Canada is not the only former British colony where some people have very mixed feelings about the Queen’s passing. Indeed, all over social mediamost notably on Twitter and TikTokindividuals of Nigerian, Kenyan, Irish, Indian, and various other backgrounds could be seen discussing the Queen’s death and educating the public on what the British empire did towards their respective people and countries.

One such atrocity was the Nigerian-Biafran War of 1967-1970, for which Queen Elizabeth was on the throne. She was criticized for this in a recent set of viral tweets by Nigerian professor Dr. Uju Anya. One of these tweets was removed by Twitter (as it wished “excruciating pain” on the Queen upon her death), but the remaining tweet states: “If anyone expects me to express anything but disdain for the monarch who supervised a government that sponsored the genocide that massacred and displaced half my family and the consequences of which those alive today are still trying to overcome, you can keep wishing upon a star.” Dr. Anya received significant backlash, with many calling her callous and insensitive.
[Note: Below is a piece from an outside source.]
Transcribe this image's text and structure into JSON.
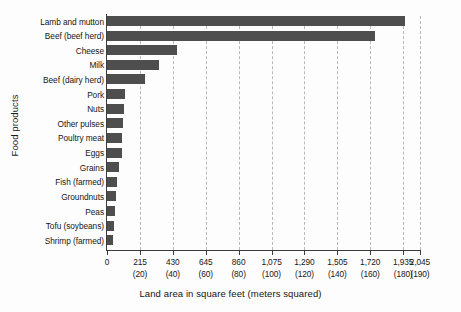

By the time of the Biafran conflict Queen Elizabeth had been sitting on the throne for 15 years. Throughout the war, the UK provided significant funding to the Nigerian state and enabled the mass killing of members of the Igbo ethnic group, to which Dr. Anya belongs. She has discussed how the tragedy has affected her family, and others have backed her up by pointing out that Queen Elizabeth herself is the monarch to be blamed for the suppression of independence movements in various other former British colonies, such as Kenya and Ireland.

In response to Dr. Anya’s tweets, some have insisted that Queen Elizabeth is not to be blamed for the actions of a government for whom she was little but a figurehead, nor for events that occurred before she took the throne.

But what these individuals fail to understand is that even as a figurehead, Queen Elizabeth II was yet another British monarch who did little to nothing to address the generational traumas her family inflicted through violent colonization, and who continued to sit idly on a mountain of wealth accrued on the backs of British colonial subjects. Her unwillingness to apologize for the violence committed in hers and her family’s names, let alone make meaningful attempts to compensate the nations her ancestors destroyed, makes her, in my opinion, a fully deserving target of the anger of individuals who suffered under and continue to suffer from the consequences of her and her family’s rule.

In my view, one can acknowledge and empathize with the fact that Queen Elizabeth’s death, like any person’s, will cause grief to her loved ones, who will miss her as a parent, grandparent, and friend. However, censuring the expression of millions of people who knew only suffering and death at the hands of the British crown in the name of a distant affection many had for this particular monarch is not acceptable.

At any rate, these difficult conversations are far from over. In Canada, the commemorative ceremony for Queen Elizabeth is set to take place on Monday at an Ottawa Anglican church, along with a 96-gun salute and a flypast of Royal Canadian Air Force CF18 airplanes, which will mark the end of the official mourning period here. However, procedural and ceremonial changes to account for the new monarch (such as adjusting certain provincial courts’ names to the Courts of King’s Bench and altering the Royal Anthem to “God Save the King”) are still underway and will likely take some time to complete in full.